Bush Denies Funding To International Fund Providing Sex Education and HIV testing to Women In Developing Countries In July 2002, President Bush announced he would deny $34 million to the United Nations Population Fund (UNFPA). UNFPA programs are frequently the only sex education that poor women in developing countries receive. UNFPA also funding life saving HIV testing efforts. This money has been nixed again for FY 2004.

Global Gag Rule While the international HIV/AIDS initiative was being developed, the White House had threatened to include a “global gag rule,” preventing organizations that received money from the U.S. government from being able to counsel or perform abortions, even though such services would have been funded separately.

International HIV/AIDS and the Global Fund to Fight AIDS, Tuberculosis and Malaria Though President Bush has taken some first steps at responding to the fight against global AIDS, developing legislation to treat and prevent HIV/AIDS globally, his own budget proposal under-funded the initiative by $1 billion in FY 2004, and contains only paltry sums for the Global Fund.

This pattern is entirely consistent with previous years. For example, in May 2002, Sens. Bill Frist, R-Tenn., and Jesse Helms, R-N.C., proposed legislation that would provide $500 million to the Global Fund. Under pressure from the Bush Administration, the senators reduced that contribution to $200 million.

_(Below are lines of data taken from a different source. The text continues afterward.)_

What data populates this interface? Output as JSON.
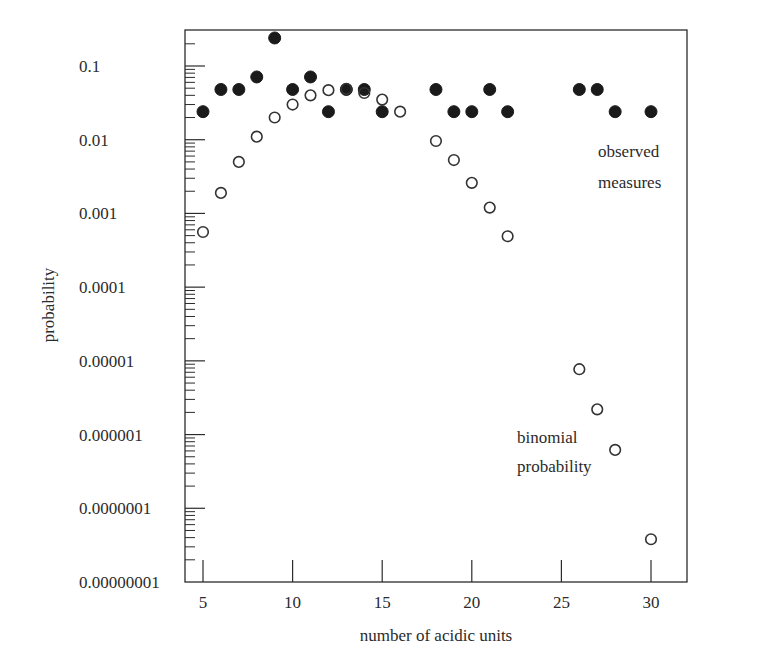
{
  "chart_data": {
    "type": "scatter",
    "title": "",
    "xlabel": "number of acidic units",
    "ylabel": "probability",
    "yscale": "log",
    "xlim": [
      4,
      32
    ],
    "ylim": [
      1e-08,
      0.31
    ],
    "grid": false,
    "legend": "inline annotations",
    "x_ticks": [
      5,
      10,
      15,
      20,
      25,
      30
    ],
    "x_tick_labels": [
      "5",
      "10",
      "15",
      "20",
      "25",
      "30"
    ],
    "y_ticks": [
      0.1,
      0.01,
      0.001,
      0.0001,
      1e-05,
      1e-06,
      1e-07,
      1e-08
    ],
    "y_tick_labels": [
      "0.1",
      "0.01",
      "0.001",
      "0.0001",
      "0.00001",
      "0.000001",
      "0.0000001",
      "0.00000001"
    ],
    "series": [
      {
        "name": "observed measures",
        "marker": "filled-circle",
        "color": "#1a1a1a",
        "x": [
          5,
          6,
          7,
          8,
          9,
          10,
          11,
          12,
          13,
          14,
          15,
          18,
          19,
          20,
          21,
          22,
          26,
          27,
          28,
          30
        ],
        "y": [
          0.024,
          0.048,
          0.048,
          0.071,
          0.24,
          0.048,
          0.071,
          0.024,
          0.048,
          0.048,
          0.024,
          0.048,
          0.024,
          0.024,
          0.048,
          0.024,
          0.048,
          0.048,
          0.024,
          0.024
        ]
      },
      {
        "name": "binomial probability",
        "marker": "open-circle",
        "color": "#1a1a1a",
        "x": [
          5,
          6,
          7,
          8,
          9,
          10,
          11,
          12,
          13,
          14,
          15,
          16,
          18,
          19,
          20,
          21,
          22,
          26,
          27,
          28,
          30
        ],
        "y": [
          0.00056,
          0.0019,
          0.005,
          0.011,
          0.02,
          0.03,
          0.04,
          0.047,
          0.049,
          0.043,
          0.035,
          0.024,
          0.0096,
          0.0053,
          0.0026,
          0.0012,
          0.00049,
          7.7e-06,
          2.2e-06,
          6.2e-07,
          3.8e-08
        ]
      }
    ],
    "annotations": [
      {
        "lines": [
          "observed",
          "measures"
        ],
        "x_px": 598,
        "y_px": 157
      },
      {
        "lines": [
          "binomial",
          "probability"
        ],
        "x_px": 517,
        "y_px": 443
      }
    ]
  },
  "labels": {
    "xlabel": "number of acidic units",
    "ylabel": "probability",
    "observed_line1": "observed",
    "observed_line2": "measures",
    "binomial_line1": "binomial",
    "binomial_line2": "probability"
  }
}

The Global Fund is the only multilateral initiative up and running now, paying for life saving HIV treatment and care--unlike the go-it-alone Bush initiative, which will take years to show results.

June 2003: AIDS Community Has Had Enough In June 2003, more than 150 local, regional, and national organizations and individuals sent a letter to the White House protesting Administration policies on HIV/AIDS, and demanding that President Bush take politics out of HIV. Through this letter, these communities put President Bush on notice that his policies are under scrutiny and he will be held accountable for the Administration’s failure to care for people with HIV and prevent new infections.